Why Java Bean Property Copy Tools Can Break Your Code: Hidden Type Issues
This article examines the pitfalls of Java property‑copy utilities such as Spring BeanUtils, CGLIB BeanCopier, and MapStruct, demonstrating performance drawbacks and runtime type‑conversion errors through concrete examples, and recommends defining explicit conversion classes or using IDE‑generated code to avoid hidden bugs.
1. Background
Previously it was recommended not to use generic property‑copy tools and instead define explicit conversion classes, letting the IDEA plugin auto‑generate getter/setter methods. The main reasons are poor performance, occasional bugs, and hidden risks that may surface at runtime.
2. Example
A real case in a company showed that commons-beanutils performed poorly for property copying, while Spring's BeanUtils was much faster. The following code demonstrates a type‑conversion problem when using Spring's BeanUtils.copyProperties:
import lombok.Data;
import java.util.List;
@Data
public class A {
private String name;
private List<Integer> ids;
}
@Data
public class B {
private String name;
private List<String> ids;
}
import org.springframework.beans.BeanUtils;
import java.util.Arrays;
public class BeanUtilDemo {
public static void main(String[] args) {
A first = new A();
first.setName("demo");
first.setIds(Arrays.asList(1, 2, 3));
B second = new B();
BeanUtils.copyProperties(first, second);
for (String each : second.getIds()) { // type conversion exception
System.out.println(each);
}
}
}Running the example throws a ClassCastException because the ids field in B is a List<String> while the source provides a List<Integer>. The issue only appears at runtime due to Java's type erasure.
Using CGLIB's BeanCopier without a custom converter exhibits the same problem:
import org.easymock.cglib.beans.BeanCopier;
import java.util.Arrays;
public class BeanUtilDemo {
public static void main(String[] args) {
A first = new A();
first.setName("demo");
first.setIds(Arrays.asList(1, 2, 3));
B second = new B();
BeanCopier beanCopier = BeanCopier.create(A.class, B.class, false);
beanCopier.copy(first, second, null);
for (String each : second.getIds()) { // type conversion exception
System.out.println(each);
}
}
}MapStruct can handle the conversion correctly by generating a mapper that converts List<Integer> to List<String>:
import org.mapstruct.Mapper;
import org.mapstruct.factory.Mappers;
@Mapper
public interface Converter {
Converter INSTANCE = Mappers.getMapper(Converter.class);
B aToB(A car);
}
public class BeanUtilDemo {
public static void main(String[] args) {
A first = new A();
first.setName("demo");
first.setIds(Arrays.asList(1, 2, 3));
B second = Converter.INSTANCE.aToB(first);
for (String each : second.getIds()) { // works fine
System.out.println(each);
}
}
}The generated implementation ( ConverterImpl) automatically converts the list types, which can be convenient but also hides type mismatches:
public class ConverterImpl implements Converter {
@Override
public B aToB(A car) {
if (car == null) {
return null;
}
B b = new B();
b.setName(car.getName());
b.setIds(integerListToStringList(car.getIds()));
return b;
}
protected List<String> integerListToStringList(List<Integer> list) {
if (list == null) {
return null;
}
List<String> list1 = new ArrayList<>(list.size());
for (Integer integer : list) {
list1.add(String.valueOf(integer));
}
return list1;
}
}If a String field is mapped to a Long field and the source contains a non‑numeric value, MapStruct will throw a NumberFormatException. CGLIB, by default, does not map such a field, leaving it null.
Manually writing a converter (or using an IDEA plugin like generateO2O) makes the mismatch visible at compile time:
public final class A2BConverter {
public static B from(A first) {
B b = new B();
b.setName(first.getName());
b.setIds(first.getIds());
return b;
}
}The IDE can highlight these mismatches early, preventing runtime errors.
3. Conclusion
Because Java generics are erased after compilation, List<Integer> and List<String> are both just List at runtime, allowing assignments that hide type errors. Property‑copy tools therefore may introduce subtle bugs that are not caught at compile time. MapStruct reads generic types during annotation processing and can perform automatic conversions, but careless mappings can still cause side effects. It is advisable to use explicit conversion classes or IDE‑generated code, which provide compile‑time safety and high performance.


*Required action*. Determine how many lines in the entries below contain "variable", and output that number alone.

*Records shown*.
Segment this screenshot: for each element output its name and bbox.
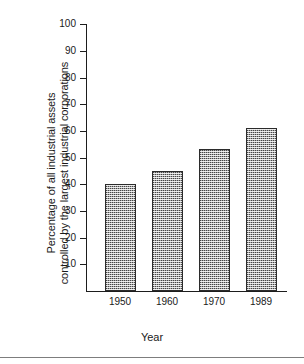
y-tick-label: 90 bbox=[16, 46, 76, 56]
bar-1950 bbox=[105, 184, 136, 291]
y-tick-label: 100 bbox=[16, 19, 76, 29]
bar-1989 bbox=[246, 128, 277, 291]
y-axis-title-line-1: Percentage of all industrial assets bbox=[45, 93, 58, 254]
y-axis-title: Percentage of all industrial assets cont… bbox=[41, 18, 75, 328]
y-tick-mark bbox=[80, 24, 86, 25]
bottom-divider bbox=[0, 357, 304, 358]
y-tick-label: 60 bbox=[16, 126, 76, 136]
y-axis-line bbox=[86, 24, 87, 292]
y-tick-label: 80 bbox=[16, 73, 76, 83]
y-tick-label: 70 bbox=[16, 99, 76, 109]
x-tick-label-1989: 1989 bbox=[231, 296, 291, 308]
y-tick-mark bbox=[80, 264, 86, 265]
x-axis-baseline bbox=[86, 291, 287, 292]
y-axis-title-line-2: controlled by the largest industrial cor… bbox=[58, 62, 71, 285]
y-tick-mark bbox=[80, 158, 86, 159]
y-tick-label: 50 bbox=[16, 153, 76, 163]
y-tick-label: 40 bbox=[16, 179, 76, 189]
y-tick-label: 30 bbox=[16, 206, 76, 216]
y-tick-label: 20 bbox=[16, 233, 76, 243]
y-tick-mark bbox=[80, 51, 86, 52]
y-tick-label: 10 bbox=[16, 259, 76, 269]
bar-1960 bbox=[152, 171, 183, 291]
bar-chart-figure: Percentage of all industrial assets cont… bbox=[0, 0, 304, 364]
y-tick-mark bbox=[80, 104, 86, 105]
y-tick-mark bbox=[80, 211, 86, 212]
x-axis-title: Year bbox=[0, 331, 304, 344]
y-tick-mark bbox=[80, 78, 86, 79]
bar-1970 bbox=[199, 149, 230, 291]
y-tick-mark bbox=[80, 131, 86, 132]
y-tick-mark bbox=[80, 238, 86, 239]
y-tick-mark bbox=[80, 184, 86, 185]
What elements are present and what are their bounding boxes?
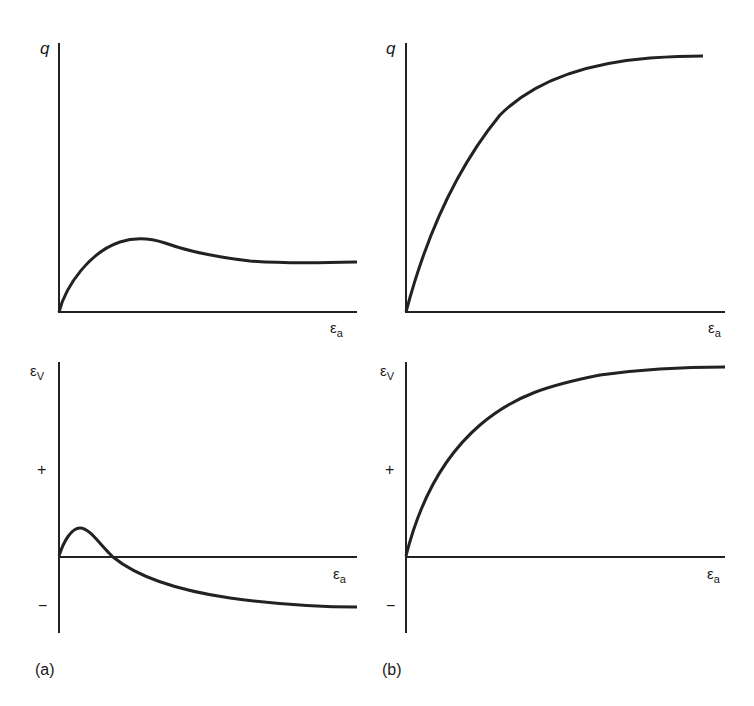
b-bottom-x-main: ε (707, 565, 714, 582)
b-top-x-main: ε (708, 319, 715, 336)
a-top-x-sub: a (337, 327, 343, 339)
b-bottom-x-label: εa (707, 566, 720, 581)
b-bottom-x-sub: a (714, 573, 720, 585)
b-top-x-sub: a (715, 327, 721, 339)
b-bottom-curve (406, 367, 725, 556)
b-top-y-label: q (386, 40, 395, 57)
a-bottom-y-label: εV (30, 363, 44, 378)
b-bottom-plus-tick: + (385, 462, 394, 478)
a-bottom-x-label: εa (333, 566, 346, 581)
b-bottom-y-label: εV (380, 363, 394, 378)
a-bottom-x-main: ε (333, 565, 340, 582)
a-bottom-plus-tick: + (37, 462, 46, 478)
b-bottom-y-main: ε (380, 362, 387, 379)
a-top-x-label: εa (330, 320, 343, 335)
b-top-x-label: εa (708, 320, 721, 335)
panel-b-caption: (b) (382, 662, 402, 678)
a-bottom-curve (59, 528, 357, 607)
a-top-y-label: q (40, 40, 49, 57)
a-bottom-y-sub: V (37, 370, 44, 382)
b-bottom-y-sub: V (387, 370, 394, 382)
b-bottom-minus-tick: − (386, 598, 395, 614)
panel-a-caption: (a) (35, 662, 55, 678)
b-top-curve (406, 56, 703, 312)
a-bottom-x-sub: a (340, 573, 346, 585)
a-bottom-y-main: ε (30, 362, 37, 379)
a-bottom-minus-tick: − (38, 598, 47, 614)
a-top-curve (59, 239, 357, 312)
figure-canvas (0, 0, 754, 706)
a-top-x-main: ε (330, 319, 337, 336)
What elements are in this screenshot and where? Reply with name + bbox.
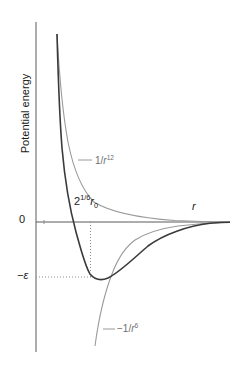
repulsive-term-annotation: 1/r12 xyxy=(95,156,114,166)
lennard-jones-potential-curve xyxy=(57,34,230,280)
attractive-term-curve xyxy=(95,222,229,346)
potential-energy-chart: Potential energy 0 −ε r 21/6r0 1/r12 −1/… xyxy=(0,0,241,376)
y-axis-title: Potential energy xyxy=(20,49,31,179)
attractive-exponent: 6 xyxy=(135,322,139,329)
repulsive-exponent: 12 xyxy=(107,154,114,161)
x-axis-title: r xyxy=(192,201,196,212)
attractive-prefix: −1/ xyxy=(117,323,131,334)
well-depth-tick-label: −ε xyxy=(17,270,28,281)
equilibrium-subscript: 0 xyxy=(94,201,98,210)
equilibrium-exponent: 1/6 xyxy=(80,193,90,202)
attractive-term-annotation: −1/r6 xyxy=(117,324,138,334)
chart-plot-area xyxy=(0,0,241,376)
zero-energy-tick-label: 0 xyxy=(19,214,25,225)
equilibrium-distance-label: 21/6r0 xyxy=(74,196,98,207)
well-depth-symbol: ε xyxy=(23,269,28,281)
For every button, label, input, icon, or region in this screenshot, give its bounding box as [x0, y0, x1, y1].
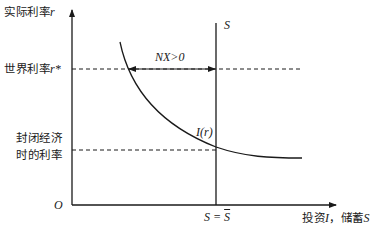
x-axis-separator: ， — [329, 211, 341, 225]
x-axis-invest-text: 投资 — [302, 211, 325, 225]
x-axis-save-var: S — [364, 211, 370, 225]
y-axis-variable: r — [50, 5, 55, 19]
diagram-canvas: 实际利率r 世界利率r* 封闭经济 时的利率 O S NX>0 I(r) S =… — [0, 0, 381, 236]
saving-fixed-bar: S — [224, 210, 230, 224]
closed-rate-label-line1: 封闭经济 — [16, 131, 62, 145]
x-axis-save-text: 储蓄 — [341, 211, 364, 225]
y-axis-label: 实际利率r — [4, 5, 55, 19]
investment-curve-label: I(r) — [196, 125, 213, 139]
x-axis-label: 投资I，储蓄S — [302, 211, 370, 225]
saving-fixed-left: S = — [204, 210, 224, 224]
world-rate-label: 世界利率r* — [4, 62, 61, 76]
net-exports-label: NX>0 — [155, 50, 184, 64]
world-rate-label-text: 世界利率 — [4, 62, 50, 76]
y-axis-label-text: 实际利率 — [4, 5, 50, 19]
saving-line-label: S — [224, 18, 230, 32]
world-rate-variable: r* — [50, 62, 61, 76]
saving-fixed-label: S = S — [204, 210, 230, 224]
closed-rate-label: 封闭经济 时的利率 — [16, 131, 62, 162]
origin-label: O — [54, 198, 63, 212]
investment-curve — [120, 42, 302, 158]
closed-rate-label-line2: 时的利率 — [16, 148, 62, 162]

*Response for this exercise*. 2